I indicated in the last post that I got interested in the study of memory for both personal and professional reasons.   Professionally, I had long been interested in the question of how eyewitnesses would have remembered the life of Jesus, and how the stories about Jesus may have been shifted and altered and invented in later times based on faulty or even false memories.  That led me to be interested in memory more broadly.

Memory is an enormous field of research, just within cognitive psychology.  I spent months doing nothing but reading important studies, dozens and dozens of books and articles.  It is really interesting stuff.   Memory is not at all what I started out thinking it was.  Like most people I had this vague notion in my head that memory worked kind of like a camera.  You see or experience something and take a photo of it and store it in your head.   Sometimes the photo might fade, or you might mistake one photo for another, but basically it is all in there in your head.

Since the 1930s, psychologists have realized that it’s not that way at all.   When you see or otherwise experience something, you don’t store a snapshot of it in your head.   Different parts of your brain store traces of the experience, and the way you “remember” it is by reconstructing the memory from these various places in your brain.   Sometimes when you reconstruct the memory – most of the time, actually – there are gaps in your memory.  You “fill these in” in one way or another, for example, by “remembering” what probably happened based on other similar experiences to the one you’re trying to recall.   Sometimes that filler is inaccurate or wrong for the particular memory you’re trying to retrieve (you remember going to Crete but in fact what you’re remembering is the time you went to Rhodes).  And sometimes there are very few traces at all (you don’t remember Crete in the least until you’re reminded of it, and even then it’s just a vague and fuzzy recollection).

And even more frightening,

THE REST OF THIS POST IS FOR MEMBERS ONLY.  If you don’t belong yet, YOU’RE MISSIN’ OUT BIG TIME!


Task item:
Scan the entries for the word "different" and return every line that has it.

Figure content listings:
--- START ---
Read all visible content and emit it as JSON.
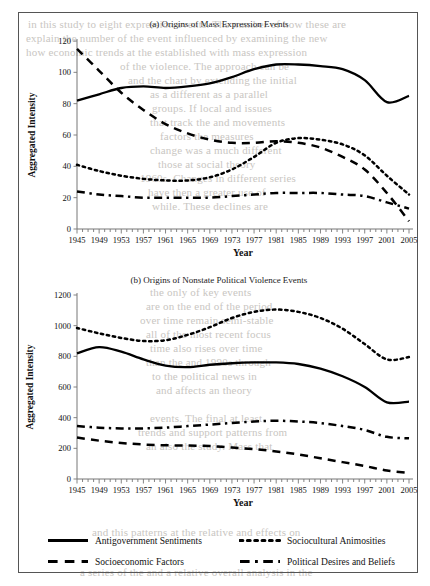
{
  "document": {
    "bleed_lines": [
      {
        "text": "in this study to eight expression events. The number of how these are",
        "x": 28,
        "y": 18
      },
      {
        "text": "explain the number of the event influenced by examining the new",
        "x": 26,
        "y": 32
      },
      {
        "text": "how economic trends at the established with mass expression",
        "x": 26,
        "y": 46
      },
      {
        "text": "of the violence. The approach can be",
        "x": 120,
        "y": 60
      },
      {
        "text": "and the chart by extending the initial",
        "x": 128,
        "y": 74
      },
      {
        "text": "as a different as a parallel",
        "x": 150,
        "y": 88
      },
      {
        "text": "groups. If local and issues",
        "x": 152,
        "y": 102
      },
      {
        "text": "that track the and movements",
        "x": 150,
        "y": 116
      },
      {
        "text": "factors the measures",
        "x": 160,
        "y": 130
      },
      {
        "text": "change was a much different",
        "x": 150,
        "y": 144
      },
      {
        "text": "those at social theory",
        "x": 158,
        "y": 158
      },
      {
        "text": "1960s. Changes in different series",
        "x": 140,
        "y": 172
      },
      {
        "text": "have then a greater use of",
        "x": 148,
        "y": 186
      },
      {
        "text": "while. These declines are",
        "x": 152,
        "y": 200
      },
      {
        "text": "the only of key events",
        "x": 150,
        "y": 286
      },
      {
        "text": "are on the end of the period",
        "x": 146,
        "y": 300
      },
      {
        "text": "over time remain semi-stable",
        "x": 140,
        "y": 314
      },
      {
        "text": "all of the most recent focus",
        "x": 146,
        "y": 328
      },
      {
        "text": "time also rises over time",
        "x": 150,
        "y": 342
      },
      {
        "text": "than the and 1990s through",
        "x": 146,
        "y": 356
      },
      {
        "text": "to the political news in",
        "x": 152,
        "y": 370
      },
      {
        "text": "and affects an theory",
        "x": 156,
        "y": 384
      },
      {
        "text": "events. The final at least",
        "x": 150,
        "y": 412
      },
      {
        "text": "trends and support patterns from",
        "x": 138,
        "y": 426
      },
      {
        "text": "an also the study. Mass that",
        "x": 146,
        "y": 440
      },
      {
        "text": "and this patterns at the relative and effects on",
        "x": 92,
        "y": 526
      },
      {
        "text": "a series of the and a relative overall analysis in the",
        "x": 80,
        "y": 566
      }
    ]
  },
  "chart_data": [
    {
      "id": "a",
      "type": "line",
      "title": "(a) Origins of Mass Expression Events",
      "xlabel": "Year",
      "ylabel": "Aggregated Intensity",
      "xlim": [
        1945,
        2005
      ],
      "ylim": [
        0,
        120
      ],
      "yticks": [
        0,
        20,
        40,
        60,
        80,
        100,
        120
      ],
      "xticks": [
        1945,
        1949,
        1953,
        1957,
        1961,
        1965,
        1969,
        1973,
        1977,
        1981,
        1985,
        1989,
        1993,
        1997,
        2001,
        2005
      ],
      "x": [
        1945,
        1949,
        1953,
        1957,
        1961,
        1965,
        1969,
        1973,
        1977,
        1981,
        1985,
        1989,
        1993,
        1997,
        2001,
        2005
      ],
      "series": [
        {
          "name": "Antigovernment Sentiments",
          "style": "solid",
          "values": [
            82,
            86,
            90,
            91,
            90,
            91,
            93,
            97,
            102,
            105,
            105,
            104,
            102,
            95,
            81,
            85
          ]
        },
        {
          "name": "Sociocultural Animosities",
          "style": "dotted",
          "values": [
            41,
            37,
            34,
            32,
            31,
            31,
            33,
            38,
            46,
            55,
            58,
            57,
            54,
            47,
            34,
            22
          ]
        },
        {
          "name": "Socioeconomic Factors",
          "style": "dashed",
          "values": [
            115,
            101,
            87,
            76,
            67,
            61,
            57,
            55,
            55,
            56,
            55,
            52,
            46,
            38,
            23,
            5
          ]
        },
        {
          "name": "Political Desires and Beliefs",
          "style": "dashdot",
          "values": [
            24,
            22,
            21,
            20,
            20,
            20,
            20,
            21,
            22,
            23,
            23,
            23,
            22,
            21,
            17,
            13
          ]
        }
      ]
    },
    {
      "id": "b",
      "type": "line",
      "title": "(b) Origins of Nonstate Political Violence Events",
      "xlabel": "Year",
      "ylabel": "Aggregated Intensity",
      "xlim": [
        1945,
        2005
      ],
      "ylim": [
        0,
        1200
      ],
      "yticks": [
        0,
        200,
        400,
        600,
        800,
        1000,
        1200
      ],
      "xticks": [
        1945,
        1949,
        1953,
        1957,
        1961,
        1965,
        1969,
        1973,
        1977,
        1981,
        1985,
        1989,
        1993,
        1997,
        2001,
        2005
      ],
      "x": [
        1945,
        1949,
        1953,
        1957,
        1961,
        1965,
        1969,
        1973,
        1977,
        1981,
        1985,
        1989,
        1993,
        1997,
        2001,
        2005
      ],
      "series": [
        {
          "name": "Antigovernment Sentiments",
          "style": "solid",
          "values": [
            820,
            860,
            830,
            780,
            740,
            730,
            745,
            755,
            760,
            760,
            750,
            720,
            670,
            600,
            500,
            505
          ]
        },
        {
          "name": "Sociocultural Animosities",
          "style": "dotted",
          "values": [
            985,
            950,
            920,
            900,
            905,
            940,
            990,
            1050,
            1090,
            1105,
            1090,
            1050,
            980,
            880,
            780,
            795
          ]
        },
        {
          "name": "Socioeconomic Factors",
          "style": "dashed",
          "values": [
            270,
            250,
            235,
            225,
            220,
            218,
            215,
            205,
            195,
            180,
            160,
            135,
            110,
            85,
            55,
            40
          ]
        },
        {
          "name": "Political Desires and Beliefs",
          "style": "dashdot",
          "values": [
            345,
            335,
            330,
            330,
            335,
            345,
            355,
            365,
            375,
            380,
            375,
            365,
            345,
            320,
            275,
            265
          ]
        }
      ]
    }
  ],
  "legend": {
    "items": [
      {
        "label": "Antigovernment Sentiments",
        "style": "solid"
      },
      {
        "label": "Sociocultural Animosities",
        "style": "dotted"
      },
      {
        "label": "Socioeconomic Factors",
        "style": "dashed"
      },
      {
        "label": "Political Desires and Beliefs",
        "style": "dashdot"
      }
    ]
  }
}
--- END ---
Exercise result:
        "text": "as a different as a parallel",
        "text": "change was a much different",
        "text": "1960s. Changes in different series",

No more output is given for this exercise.